The Nancy Grace Roman Space Telescope, NASA's next flagship observatory, is on track to discover roughly 100,000 exoplanets — a haul that would surpass the total from every planet-hunting mission to date. Now complete, the observatory will travel by barge from Goddard Space Flight Center in Maryland to Kennedy Space Center in Florida for launch preparations.

Roman will peer into uncharted regions of the Milky Way, scanning dense galactic environments that older telescopes have largely ignored. Its wide-field instrument is designed to spot Earth-sized worlds, study exotic atmospheres, and help astronomers compare planetary systems across vastly different stellar neighborhoods.

The telescope will ship aboard NASA’s Pegasus barge, with media accreditation open for its arrival at Kennedy in the coming weeks. Construction, assembly, and testing wrapped at Goddard, where teams spent years integrating the observatory's advanced instruments.

The mission promises a leap in exoplanet science, filling gaps left by Kepler and TESS. Roman's data could reshape models of planetary formation by showing how environments like the galactic bulge or spiral arms influence the population of worlds.

No cost update or launch date was provided in the sources. Roman is seen as a bridge between current surveys and future direct-imaging missions, though its vast data output will require significant processing effort from the scientific community.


• Work instruction:
Locate each line in the records containing "textual". Copy it.

• The input:
- Opening Delimiter -

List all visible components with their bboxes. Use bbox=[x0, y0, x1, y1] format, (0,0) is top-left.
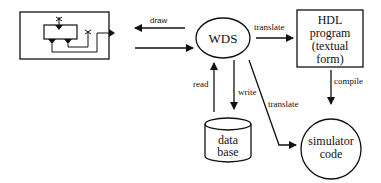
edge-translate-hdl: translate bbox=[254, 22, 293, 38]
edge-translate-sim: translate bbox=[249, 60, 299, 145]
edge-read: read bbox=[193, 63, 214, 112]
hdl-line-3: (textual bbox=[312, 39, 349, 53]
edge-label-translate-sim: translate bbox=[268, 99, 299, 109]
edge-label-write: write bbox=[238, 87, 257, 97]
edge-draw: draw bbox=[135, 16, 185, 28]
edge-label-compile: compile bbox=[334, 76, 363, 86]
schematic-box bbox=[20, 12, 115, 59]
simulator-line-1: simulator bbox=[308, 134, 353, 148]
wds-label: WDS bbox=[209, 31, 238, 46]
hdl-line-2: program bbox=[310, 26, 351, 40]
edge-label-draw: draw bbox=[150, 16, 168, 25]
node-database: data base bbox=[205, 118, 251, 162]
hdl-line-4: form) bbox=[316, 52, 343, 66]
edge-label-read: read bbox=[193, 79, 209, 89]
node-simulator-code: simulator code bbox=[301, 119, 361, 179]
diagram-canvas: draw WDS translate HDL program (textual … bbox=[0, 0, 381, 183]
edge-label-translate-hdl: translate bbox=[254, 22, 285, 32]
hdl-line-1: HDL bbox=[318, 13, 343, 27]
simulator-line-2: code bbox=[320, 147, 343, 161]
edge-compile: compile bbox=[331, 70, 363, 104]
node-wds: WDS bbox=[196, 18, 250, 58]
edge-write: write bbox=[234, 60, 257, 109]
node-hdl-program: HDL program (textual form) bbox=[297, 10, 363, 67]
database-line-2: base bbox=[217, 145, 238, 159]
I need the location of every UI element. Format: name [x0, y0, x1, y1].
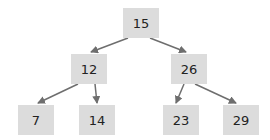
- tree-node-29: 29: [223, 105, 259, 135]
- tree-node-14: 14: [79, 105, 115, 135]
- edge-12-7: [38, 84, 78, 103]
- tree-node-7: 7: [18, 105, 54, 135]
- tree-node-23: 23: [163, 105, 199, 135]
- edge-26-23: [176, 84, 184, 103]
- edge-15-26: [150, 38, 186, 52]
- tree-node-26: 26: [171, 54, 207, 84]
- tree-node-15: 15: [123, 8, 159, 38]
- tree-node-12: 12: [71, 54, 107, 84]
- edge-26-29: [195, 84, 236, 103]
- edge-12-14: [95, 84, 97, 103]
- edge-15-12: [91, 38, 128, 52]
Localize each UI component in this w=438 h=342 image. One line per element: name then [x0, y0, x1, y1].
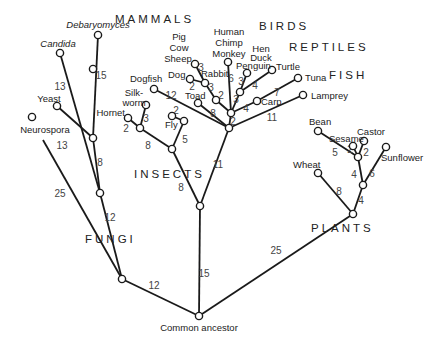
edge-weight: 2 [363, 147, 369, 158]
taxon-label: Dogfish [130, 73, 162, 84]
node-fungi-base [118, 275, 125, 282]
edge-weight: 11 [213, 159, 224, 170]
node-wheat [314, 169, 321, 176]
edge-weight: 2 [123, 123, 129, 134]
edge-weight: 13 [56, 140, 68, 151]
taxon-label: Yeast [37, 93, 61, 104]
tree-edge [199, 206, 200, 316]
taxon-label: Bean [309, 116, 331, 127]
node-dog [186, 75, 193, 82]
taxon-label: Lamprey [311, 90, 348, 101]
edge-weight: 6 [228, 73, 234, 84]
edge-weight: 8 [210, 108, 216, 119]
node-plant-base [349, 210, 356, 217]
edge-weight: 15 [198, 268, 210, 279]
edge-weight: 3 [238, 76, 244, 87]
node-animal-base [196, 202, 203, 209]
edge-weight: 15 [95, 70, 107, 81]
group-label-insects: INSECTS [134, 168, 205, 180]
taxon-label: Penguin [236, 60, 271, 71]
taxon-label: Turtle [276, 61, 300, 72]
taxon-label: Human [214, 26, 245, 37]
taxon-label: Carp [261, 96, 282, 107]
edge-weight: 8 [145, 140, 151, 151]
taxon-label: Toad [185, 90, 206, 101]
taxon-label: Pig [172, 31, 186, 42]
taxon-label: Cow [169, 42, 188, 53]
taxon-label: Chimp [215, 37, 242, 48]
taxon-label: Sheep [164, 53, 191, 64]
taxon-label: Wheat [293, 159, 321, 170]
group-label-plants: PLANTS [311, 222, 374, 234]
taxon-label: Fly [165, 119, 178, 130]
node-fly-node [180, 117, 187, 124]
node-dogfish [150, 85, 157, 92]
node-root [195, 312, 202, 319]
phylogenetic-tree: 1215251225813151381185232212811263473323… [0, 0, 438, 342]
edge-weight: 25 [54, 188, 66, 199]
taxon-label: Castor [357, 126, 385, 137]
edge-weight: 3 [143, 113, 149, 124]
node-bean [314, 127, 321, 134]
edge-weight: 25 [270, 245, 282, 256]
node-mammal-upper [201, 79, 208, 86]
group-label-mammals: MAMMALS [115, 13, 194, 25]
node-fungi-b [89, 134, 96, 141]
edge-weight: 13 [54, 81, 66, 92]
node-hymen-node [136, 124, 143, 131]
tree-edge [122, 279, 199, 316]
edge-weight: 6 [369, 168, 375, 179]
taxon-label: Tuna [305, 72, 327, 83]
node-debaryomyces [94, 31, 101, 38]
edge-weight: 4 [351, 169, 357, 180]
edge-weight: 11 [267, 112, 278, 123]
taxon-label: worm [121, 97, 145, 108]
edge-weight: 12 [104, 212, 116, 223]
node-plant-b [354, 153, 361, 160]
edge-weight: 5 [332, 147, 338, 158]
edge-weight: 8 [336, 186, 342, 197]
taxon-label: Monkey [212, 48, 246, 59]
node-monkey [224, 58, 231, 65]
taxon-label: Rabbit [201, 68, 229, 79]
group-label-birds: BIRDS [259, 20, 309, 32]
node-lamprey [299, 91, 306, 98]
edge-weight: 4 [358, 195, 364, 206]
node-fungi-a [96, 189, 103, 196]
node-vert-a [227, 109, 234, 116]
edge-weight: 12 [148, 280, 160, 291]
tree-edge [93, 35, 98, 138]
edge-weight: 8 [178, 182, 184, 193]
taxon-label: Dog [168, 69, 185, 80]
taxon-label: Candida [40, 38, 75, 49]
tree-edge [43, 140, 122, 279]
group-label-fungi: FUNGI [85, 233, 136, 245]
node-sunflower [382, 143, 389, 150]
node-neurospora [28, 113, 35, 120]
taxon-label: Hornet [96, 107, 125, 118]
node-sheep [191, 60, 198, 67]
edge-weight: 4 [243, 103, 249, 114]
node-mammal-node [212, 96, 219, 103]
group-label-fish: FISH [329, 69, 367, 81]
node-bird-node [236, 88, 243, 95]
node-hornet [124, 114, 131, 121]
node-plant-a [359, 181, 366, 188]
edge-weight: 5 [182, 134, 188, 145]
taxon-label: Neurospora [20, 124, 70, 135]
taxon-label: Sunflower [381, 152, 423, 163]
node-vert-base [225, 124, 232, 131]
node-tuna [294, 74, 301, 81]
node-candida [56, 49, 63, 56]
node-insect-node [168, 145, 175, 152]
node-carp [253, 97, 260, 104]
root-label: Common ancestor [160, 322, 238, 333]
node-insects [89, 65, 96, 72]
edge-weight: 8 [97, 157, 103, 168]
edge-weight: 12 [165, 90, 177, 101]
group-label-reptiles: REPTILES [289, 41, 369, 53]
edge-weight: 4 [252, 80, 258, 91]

- Closing Delimiter -

• Response to this exercise:
hdl-line-3: (textual bbox=[312, 39, 349, 53]
diagram-canvas: draw WDS translate HDL program (textual … bbox=[0, 0, 381, 183]
node-hdl-program: HDL program (textual form) bbox=[297, 10, 363, 67]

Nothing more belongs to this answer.